Hi all, just seen this thread. In case it was not known or already considered
here, please see [1] as an example of how to use DOLCE-Zero foundational
patterns to revise and reorganise DBpedia ontology and data.
Best
Aldo Gangemi
[1] http://www.heikopaulheim.com/docs/iswc2015.pdf
> On 02
Hi, thanks Heiko for spotting this. BTW in the original mappings for version
3.9 those axioms were all subClassOf. Probably something has gone weird in the
versioning.
My proposal, which I made two years ago, is that, since DOLCE mappings have the
main goal to help integrity checking or top-lev
heim
> mailto:he...@informatik.uni-mannheim.de>>
> wrote:
> Hi all,
>
> I am currently working with Aldo Gangemi on exploiting the mappings to DOLCE
> (and the high level disjointness axioms in DOLCE) for finding modeling issues
> both in the instances and the ontol
, and there
is more of course in the literature, e.g. [4][5].
Best
Aldo
[1] Nuzzolese A.G., Gangemi A., Presutti V. Encyclopedic Knowledge Patterns
from Wikipedia Page Links. Proceedings of ISWC2011, the Ninth International
Semantic Web Conference, Springer, 2011.
[2] Aldo Gangemi, Andrea Gio
Hi, I think that Peter has good reasons to complain on the current status of
the DBpedia ontology :)
But besides debatable choices on names, I’d concentrate on the main issue,
which is the data-grounding of the ontology.
The major example is that there is no systematic checking of the relation
b
Ankur, you may try one the explorative LOD visualization tools around, e.g.:
YAGO (all triples for an entity:
https://gate.d5.mpi-inf.mpg.de/webyagospotlx/SvgBrowser?entityIn=%3CIsaac_Newton%3E&codeIn=eng)
RelFinder: www.visualdataweb.org/relfinder.php (only comparatively, e.g. put
Newton and Le
Hi, this is one example of the limits in producing an ontology without
considering the full range of data that it has to provide a schema for.
See e.g. [1] for an approach of deriving "ontology patterns" from data, in
order to optimize the semantics of the ontology.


# [EXERCISE DESCRIPTION]
Below are entries; copy exactly, and only, the lines from the one containing "Identify the location" through their final line, leaving out pictures.
╭─ THE INPUT
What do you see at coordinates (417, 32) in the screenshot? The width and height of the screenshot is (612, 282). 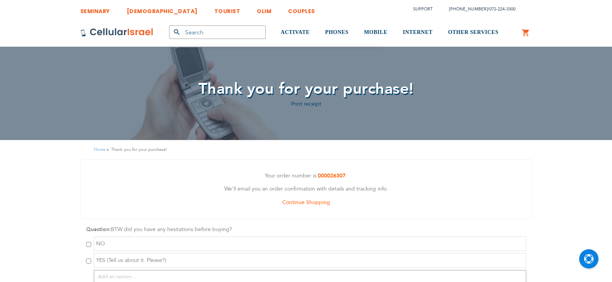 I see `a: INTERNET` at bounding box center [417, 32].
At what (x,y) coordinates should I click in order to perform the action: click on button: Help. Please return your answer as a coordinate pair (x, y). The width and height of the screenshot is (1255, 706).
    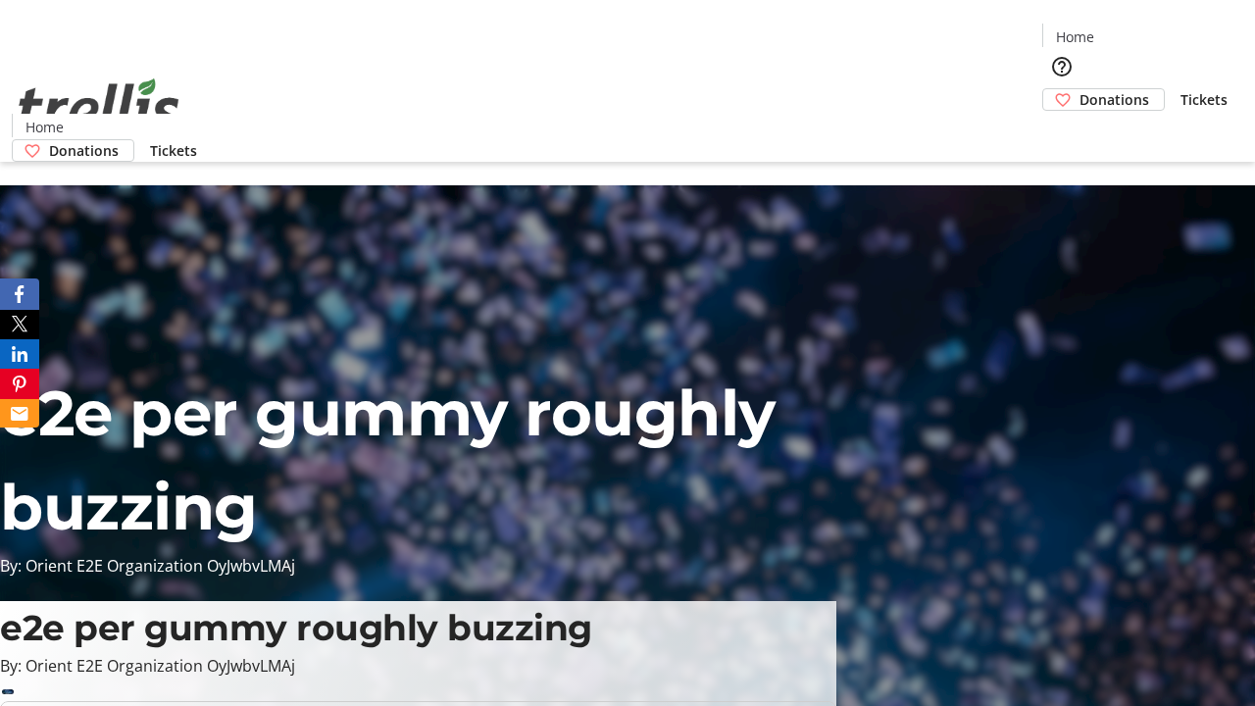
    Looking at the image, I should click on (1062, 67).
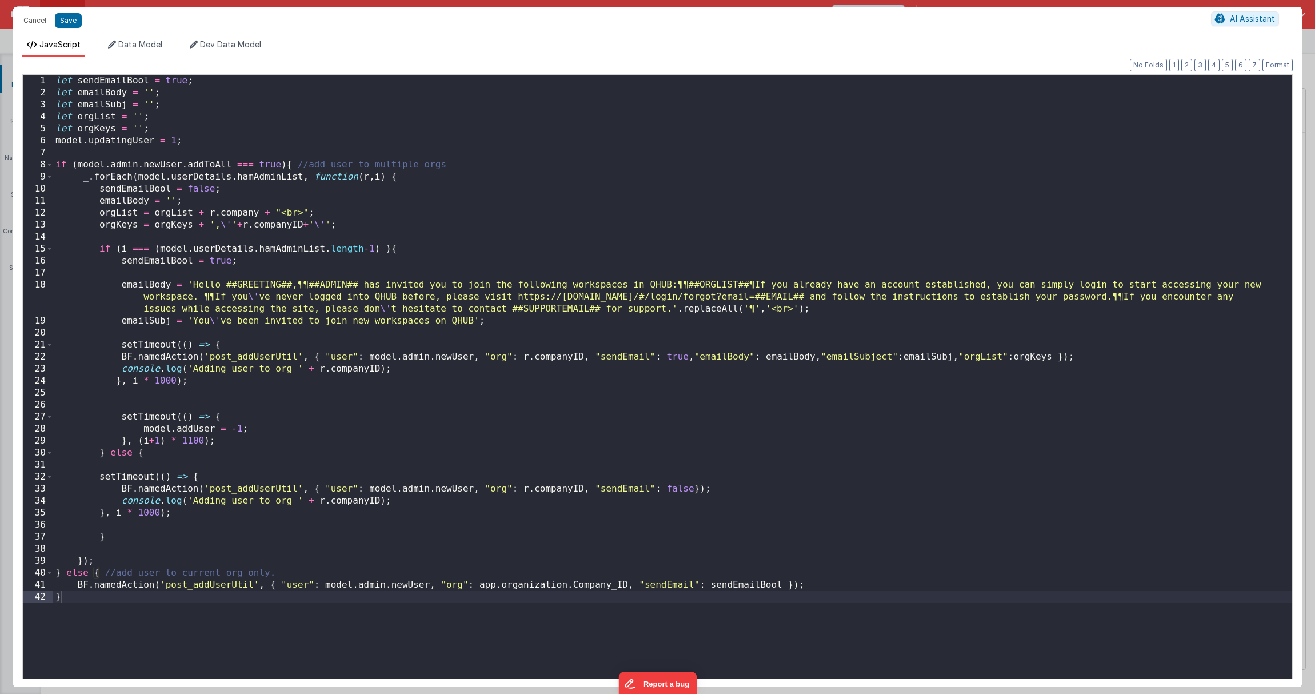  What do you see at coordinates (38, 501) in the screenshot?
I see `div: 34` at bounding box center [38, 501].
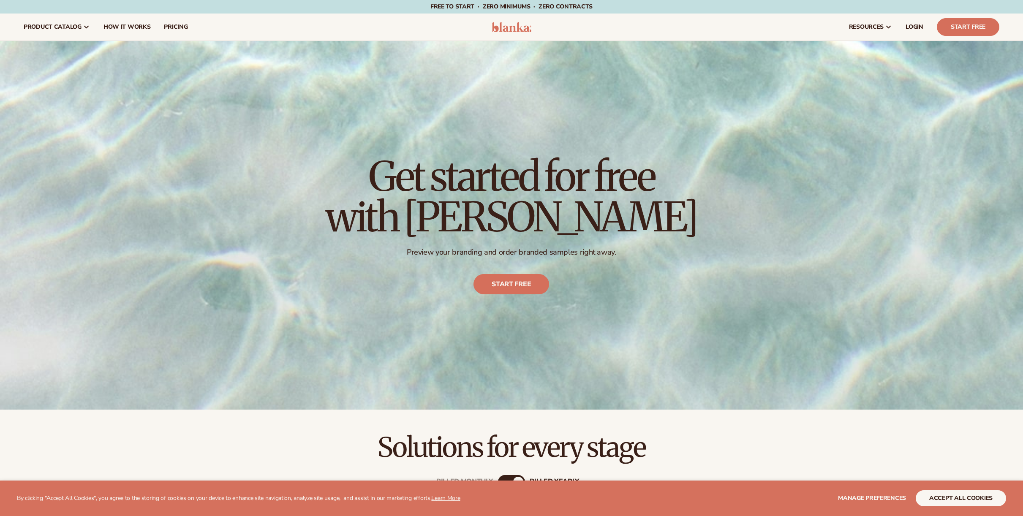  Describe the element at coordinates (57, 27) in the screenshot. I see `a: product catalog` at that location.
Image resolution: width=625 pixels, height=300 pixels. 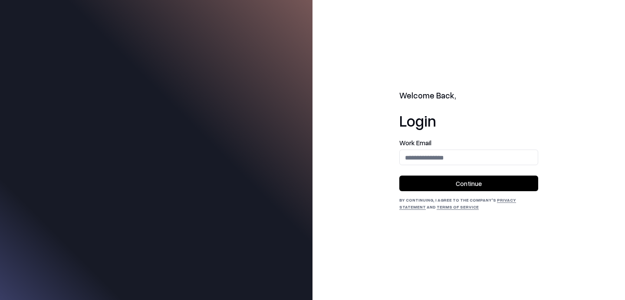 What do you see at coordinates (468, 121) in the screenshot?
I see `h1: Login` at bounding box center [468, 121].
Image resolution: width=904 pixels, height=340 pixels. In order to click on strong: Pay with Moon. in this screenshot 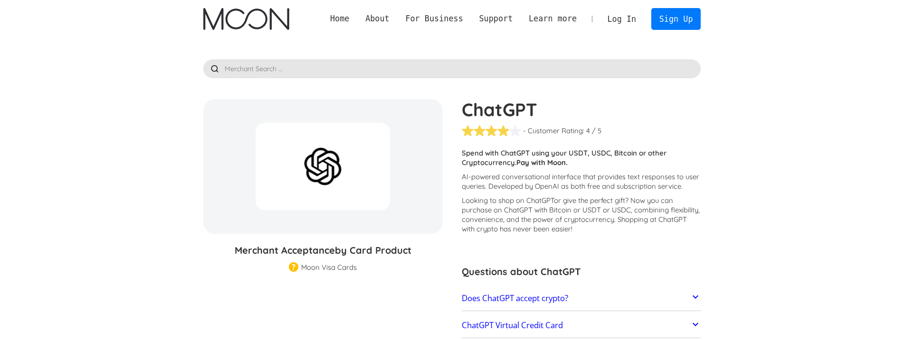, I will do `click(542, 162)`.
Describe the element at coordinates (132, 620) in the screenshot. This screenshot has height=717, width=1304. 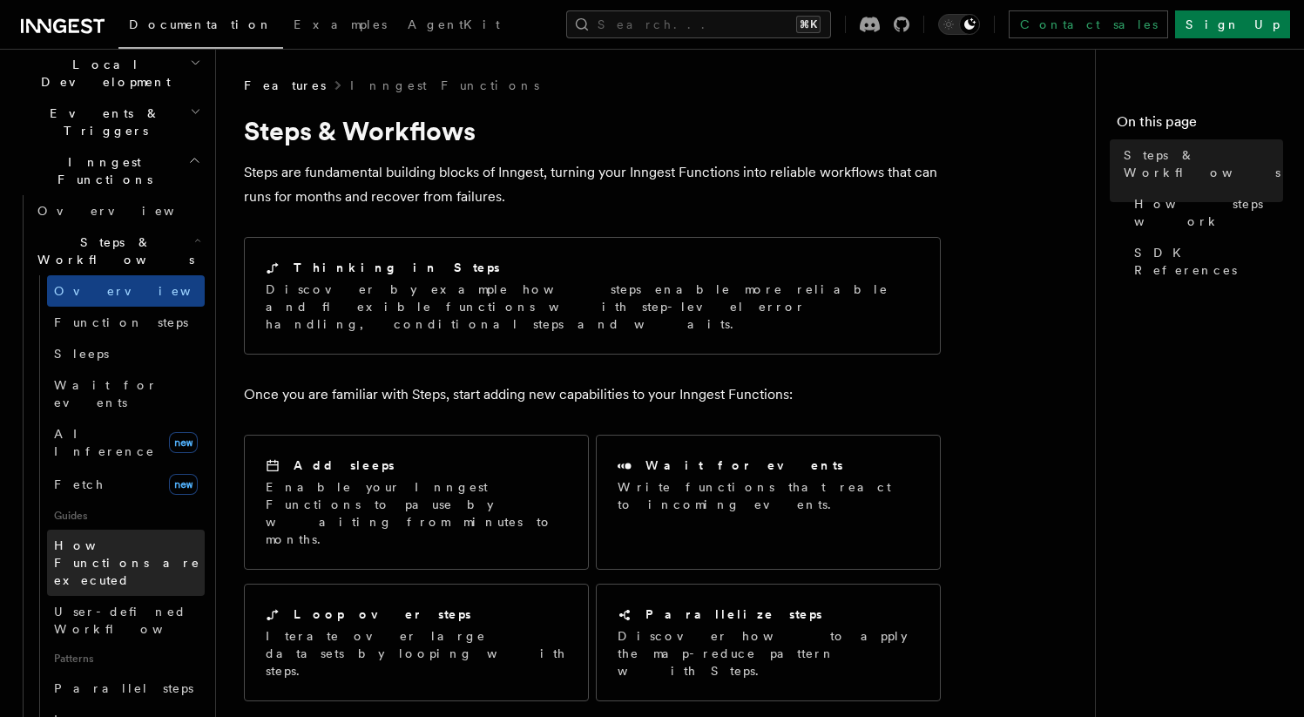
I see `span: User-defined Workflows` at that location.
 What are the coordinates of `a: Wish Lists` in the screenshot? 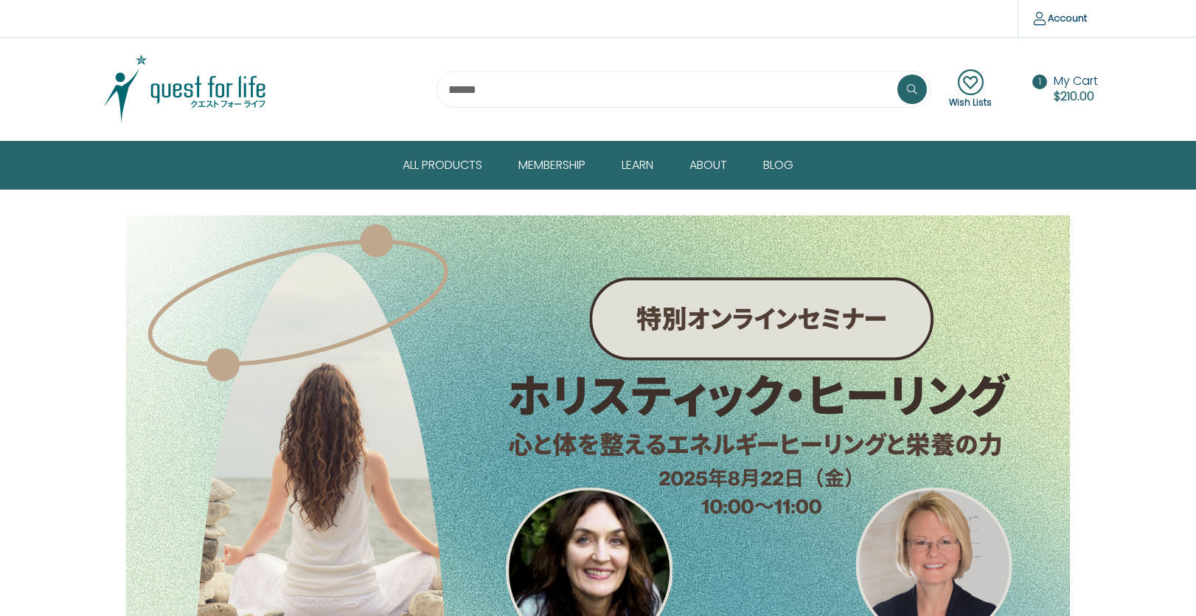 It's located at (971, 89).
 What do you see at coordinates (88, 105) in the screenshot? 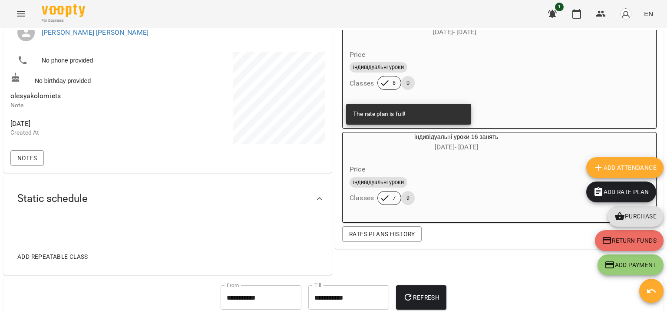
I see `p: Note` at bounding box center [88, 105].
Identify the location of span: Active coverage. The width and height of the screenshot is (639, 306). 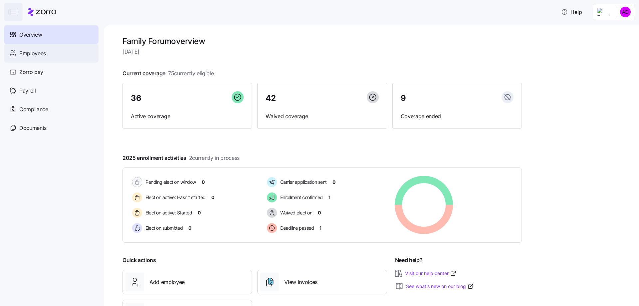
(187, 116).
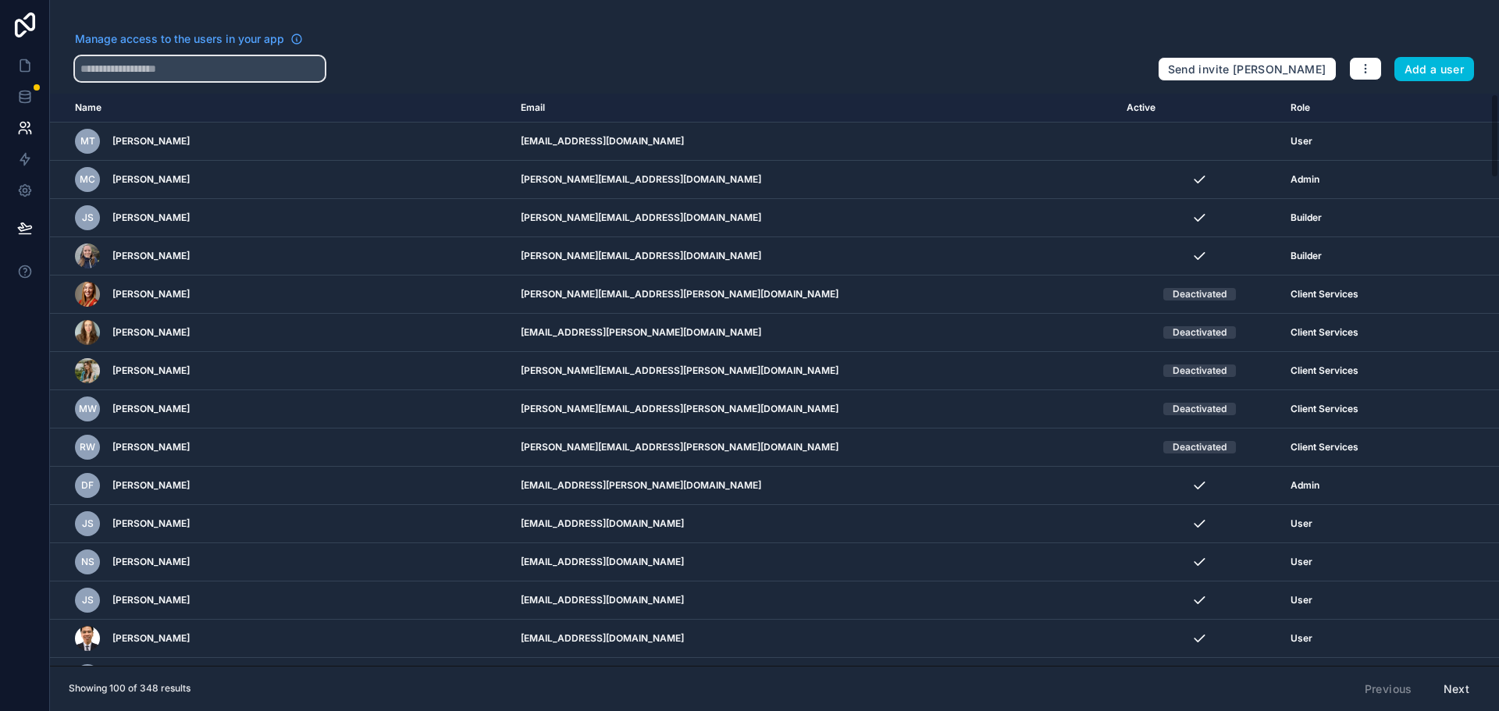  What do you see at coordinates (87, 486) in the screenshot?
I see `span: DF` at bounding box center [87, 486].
╰─
# [ANSWER BOX]
Identify the location of span: Active coverage. The width and height of the screenshot is (639, 306). 
(187, 116).
  What do you see at coordinates (87, 486) in the screenshot?
I see `span: DF` at bounding box center [87, 486].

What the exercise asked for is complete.